Unfortunately, the more Lizzy understood about estate management, the more she looked at her beloved Papa with new, more critical eyes. Papa was the most brilliant man she'd ever known, the most brilliant one she would ever know, she was certain. But the tenant farms on Longbourn land weren't nearly as well cared for as the ones at Netherfield. The sheep herds were more sickly, the croplands were near farmed out and rocky, and many fields lay dormant and wild and had been so ever since she could remember.

Things had gotten even worse since Henry had died. Papa ventured out of his study less and less every year, and he only ventured beyond Longbourn to complete estate tasks once a week.

None of that aligned with the lessons she'd so painstakingly learned from Great Aunt Phoebe, but whenever she tried to ask Papa about it, he only laughed and then turned the conversation away from what she had asked him.

Eventually, the soft beginnings of a plan had started to form in the back of Lizzy's mind. What would she do, to bring Longbourn up to the standard of Netherfield? Originally, it had begun as an intellectual exercise. Completely theoretical, of course. It wasn't as if eleven-year-old Elizabeth Bennet could begin singlehandedly running an estate. She hadn't told anyone, not even Jane, about these daydreams. Not even as they had changed and evolved, become a firm and solid plan held tight in the private safety of her mind.

She had even gone as far as looking into the financial books for Longbourn, late at night when everyone else was asleep and wouldn't notice or question Lizzy's presence in Papa's study. Papa didn't keep them locked, so Lizzy comforted herself with the opinion that she wasn't necessarily spying. And Mrs. Byrne always said that she had a good head for numbers, so she knew that with what she'd learned from Great Aunt Phoebe and her steward Mr. Morris, the formerly fragile plan in the back of her mind would at least work.
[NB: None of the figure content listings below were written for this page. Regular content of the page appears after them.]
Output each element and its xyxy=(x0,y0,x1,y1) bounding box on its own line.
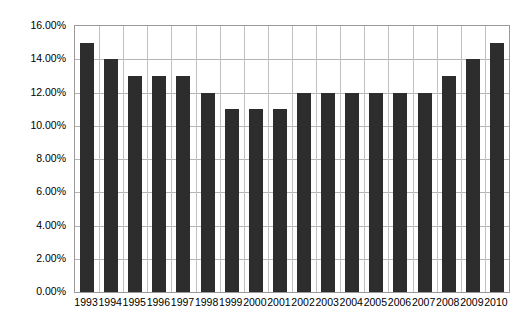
bar-slot xyxy=(461,26,485,292)
x-axis-tick-label: 1999 xyxy=(219,296,242,308)
bar-slot xyxy=(147,26,171,292)
bar xyxy=(466,59,480,292)
x-axis-tick-label: 1996 xyxy=(147,296,170,308)
x-axis-tick-label: 2003 xyxy=(315,296,338,308)
plot-area xyxy=(74,25,510,293)
bar-slot xyxy=(364,26,388,292)
bar-slot xyxy=(99,26,123,292)
y-axis-tick-label: 2.00% xyxy=(36,252,66,264)
x-axis-tick-label: 2005 xyxy=(364,296,387,308)
bar xyxy=(418,93,432,293)
y-axis-tick-label: 14.00% xyxy=(30,52,66,64)
bar xyxy=(176,76,190,292)
bar xyxy=(442,76,456,292)
bar-slot xyxy=(388,26,412,292)
bar-slot xyxy=(485,26,509,292)
bars-layer xyxy=(75,26,509,292)
bar xyxy=(345,93,359,293)
y-axis-tick-label: 8.00% xyxy=(36,152,66,164)
bar xyxy=(80,43,94,292)
x-axis-tick-label: 1997 xyxy=(171,296,194,308)
y-axis-tick-label: 16.00% xyxy=(30,19,66,31)
x-axis-tick-label: 2000 xyxy=(243,296,266,308)
bar xyxy=(273,109,287,292)
x-axis-tick-label: 2008 xyxy=(436,296,459,308)
bar xyxy=(128,76,142,292)
bar-slot xyxy=(316,26,340,292)
bar xyxy=(321,93,335,293)
bar-slot xyxy=(413,26,437,292)
bar xyxy=(490,43,504,292)
x-axis: 1993199419951996199719981999200020012002… xyxy=(74,296,510,316)
bar xyxy=(297,93,311,293)
x-axis-tick-label: 2009 xyxy=(460,296,483,308)
y-axis-tick-label: 10.00% xyxy=(30,119,66,131)
x-axis-tick-label: 2007 xyxy=(412,296,435,308)
bar-slot xyxy=(171,26,195,292)
x-axis-tick-label: 1994 xyxy=(98,296,121,308)
x-axis-tick-label: 1993 xyxy=(74,296,97,308)
x-axis-tick-label: 2004 xyxy=(340,296,363,308)
y-axis-tick-label: 6.00% xyxy=(36,185,66,197)
y-axis-tick-label: 0.00% xyxy=(36,285,66,297)
y-axis: 0.00%2.00%4.00%6.00%8.00%10.00%12.00%14.… xyxy=(0,18,70,294)
y-axis-tick-label: 4.00% xyxy=(36,219,66,231)
x-axis-tick-label: 1998 xyxy=(195,296,218,308)
bar-slot xyxy=(123,26,147,292)
bar-slot xyxy=(196,26,220,292)
bar xyxy=(393,93,407,293)
bar xyxy=(152,76,166,292)
x-axis-tick-label: 2010 xyxy=(484,296,507,308)
bar xyxy=(369,93,383,293)
bar-slot xyxy=(340,26,364,292)
bar-slot xyxy=(292,26,316,292)
bar xyxy=(104,59,118,292)
x-axis-tick-label: 2006 xyxy=(388,296,411,308)
x-axis-tick-label: 1995 xyxy=(123,296,146,308)
bar-slot xyxy=(437,26,461,292)
x-axis-tick-label: 2002 xyxy=(291,296,314,308)
x-axis-tick-label: 2001 xyxy=(267,296,290,308)
bar-slot xyxy=(75,26,99,292)
bar-chart: 0.00%2.00%4.00%6.00%8.00%10.00%12.00%14.… xyxy=(0,0,524,330)
bar xyxy=(201,93,215,293)
bar-slot xyxy=(220,26,244,292)
bar-slot xyxy=(244,26,268,292)
y-axis-tick-label: 12.00% xyxy=(30,86,66,98)
bar xyxy=(249,109,263,292)
bar-slot xyxy=(268,26,292,292)
bar xyxy=(225,109,239,292)
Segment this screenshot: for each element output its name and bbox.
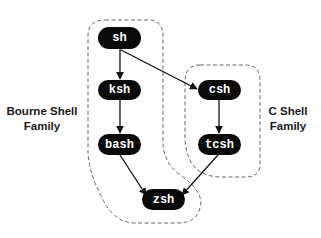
cshell-family-label-line2: Family — [270, 120, 307, 132]
node-label-bash: bash — [105, 138, 134, 152]
node-label-tcsh: tcsh — [205, 138, 234, 152]
bourne-family-label-line2: Family — [24, 120, 61, 132]
edge-bash-zsh — [120, 155, 146, 195]
edge-tcsh-zsh — [182, 155, 218, 195]
node-tcsh: tcsh — [198, 134, 241, 155]
node-label-zsh: zsh — [153, 193, 175, 207]
node-csh: csh — [198, 80, 241, 100]
bourne-family-label-line1: Bourne Shell — [7, 105, 78, 117]
node-label-sh: sh — [112, 31, 126, 45]
node-bash: bash — [98, 134, 141, 155]
node-label-csh: csh — [209, 83, 231, 97]
cshell-family-label: C Shell Family — [269, 105, 308, 132]
node-sh: sh — [98, 27, 141, 49]
node-label-ksh: ksh — [109, 83, 131, 97]
bourne-family-label: Bourne Shell Family — [7, 105, 78, 132]
node-ksh: ksh — [98, 80, 141, 100]
cshell-family-label-line1: C Shell — [269, 105, 308, 117]
node-zsh: zsh — [142, 189, 185, 210]
shell-family-diagram: sh ksh bash csh tcsh zsh Bourne Shell Fa… — [0, 0, 321, 238]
The problem came when, as such intense and important ideas often do, the plan could no longer remain just in Lizzy's mind. She had never been one to stand idly by when she was certain there was something, anything, that could be done. She could help Papa with the estate. She had made suggestions to Great Aunt Phoebe before, and she always looked pleasantly surprised when Lizzy made them. Regardless of the suggestion made, Great Aunt Phoebe always explained why Lizzy's suggestion might or might not work for the problem at hand, and had even implemented a few of the suggestions she'd made. Surely her Papa would do no less.

And yet there was a part of her that, though she would never dare admit it, was worried. Mama had made no secret of the fact that she detested Great Aunt Phoebe's, and therefore Lizzy's, interest in 'unladylike' pursuits, and while Papa had encouraged her interests in Cicero and Plato, he had never admonished her interest in estate management and agriculture, but he had also never explicitly encouraged them either.

Resigned to her need to do something about the declining state of Longbourn, Lizzy was hoping to pull Great Aunt Phoebe aside to ask for her advice on whether or not she should even attempt to help Papa, but for now, she was happy to sit beside her and, upon a friendly tease from Lydia about Lizzy's habit of doing more scowling at her sampler than actual embroidery, rejoin the conversation.

"Lyddie, that's not fair!" she scowled playfully. "I did not attempt to throw my embroidery into the fire even once today, I would say that's an improvement."

Great Aunt Phoebe chuckled warmly while Lydia and Kitty giggled. "I'm pleased that you all seem to be progressing so well in your studies."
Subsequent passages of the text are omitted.